An ordered list of values. In most languages, this is realized as an array, vector, list, or sequence.
I assume that React.PropTypes.string.isRequired is a function. As such, the serialized output of any object with a property that references that function will not contain a representation of that property/method. Further, your object contains only references to that function, so the resulting serialization (after functions are stripped) is the representation of an empty object: {}.

JQuery: parameter: hard-coded string vs ajax retrieved string

I am trying to get the JQuery Token Input prepopulated.
var assignUserJson=$('#assignUserJson').val();
console.log(assignUserJson); //[{"id":"1","name":"Andrew"},{"id":"3","name":"John"}]
Here is a difference between two ways that I supposed it should work in:
$('#assignTask').tokenInput('/users/suggest', {prePopulate: assignUserJson}); // doesn't work
And this works:
$('#assignTask').tokenInput('/users/suggest', {prePopulate: [{"id":"1","name":"Andrew"},{"id":"3","name":"John"}]}); // works
Why is that?
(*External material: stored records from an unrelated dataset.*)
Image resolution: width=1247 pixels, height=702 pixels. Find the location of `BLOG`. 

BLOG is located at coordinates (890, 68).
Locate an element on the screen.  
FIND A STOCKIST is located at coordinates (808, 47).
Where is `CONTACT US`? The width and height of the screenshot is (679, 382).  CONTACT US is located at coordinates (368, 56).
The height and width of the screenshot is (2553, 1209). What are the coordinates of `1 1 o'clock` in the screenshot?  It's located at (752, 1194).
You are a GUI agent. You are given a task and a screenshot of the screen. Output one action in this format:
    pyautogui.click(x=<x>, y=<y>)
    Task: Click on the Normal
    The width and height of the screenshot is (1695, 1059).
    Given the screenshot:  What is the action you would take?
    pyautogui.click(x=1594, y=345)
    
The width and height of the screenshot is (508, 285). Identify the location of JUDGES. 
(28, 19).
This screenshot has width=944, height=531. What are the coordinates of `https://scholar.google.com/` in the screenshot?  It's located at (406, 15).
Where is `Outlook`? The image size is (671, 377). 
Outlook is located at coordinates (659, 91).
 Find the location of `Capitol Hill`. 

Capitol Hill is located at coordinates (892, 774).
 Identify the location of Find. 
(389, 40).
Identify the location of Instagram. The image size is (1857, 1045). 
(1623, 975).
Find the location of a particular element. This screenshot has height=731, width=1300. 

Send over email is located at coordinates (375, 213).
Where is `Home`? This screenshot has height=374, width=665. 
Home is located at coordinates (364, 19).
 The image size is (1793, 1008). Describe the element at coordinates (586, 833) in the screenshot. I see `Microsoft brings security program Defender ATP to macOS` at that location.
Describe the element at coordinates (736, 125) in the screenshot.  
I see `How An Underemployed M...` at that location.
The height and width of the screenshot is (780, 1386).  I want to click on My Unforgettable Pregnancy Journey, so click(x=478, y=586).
Shouldn't I be able to get the value from a hidden input field and pass it to the tokenInput function?
In your first method, assignUserJson is a string whereas in the second method, it is an array object. Objectifying the first one should work:
$('#assignTask').tokenInput('/users/suggest', {prePopulate: JSON.parse(assignUserJson)});
With the first method you're passing a JSON string, not a tangible JS object as you are in the second.
You would first need to parse the JSON. This can be done natively in ECMA5 or, for older browsers, via third-party support.
$('#assignTask').tokenInput('/users/suggest', {prePopulate: JSON.parse(assignUserJson)}); // doesn't work

How to print an object on the developer tools console in Javascript

Please help me in printing the complete object using console.log method. If I am simply putting the name of the object it simply prints [object] [object]. But I want to print the object with complete hierarchy.
For an example, I am getting object in the following method,
getObject : function(responseObj) {
console.log('Object hierarchy is'+responseObj)
}
This simply returns [object] but I want to see the complete hierarchy in the developer tools. Please see, I am using sencha.
Use console.dir, and don't concatenate...
console.dir( responseObj );
Or if you want a label, use a comma to pass multiple arguments.
console.log('Object hierarchy is:', responseObj)
The problem here is that you are concatenating an object onto a string, so it's not doing what you are expecting. Instead of putting it all into one console.log call, do two, the first with the text you want, and the second with just the name of the object in it.
getObject : function(responseObj) {
console.log('Object hierarchy is:');
console.log(responseObj);
}
edit:
If you are logging into a text/non-interactive console, that doesnt let you explore the object, you'll need to implement a custom inspection function, something like this gist will get you started. What this is doing is echoing out the property name, and the value it finds step by step, but pay attention to what it says there about scoping.
edit edit:
didn't know about console.log taking multiple parameters, never needed it :o handy though!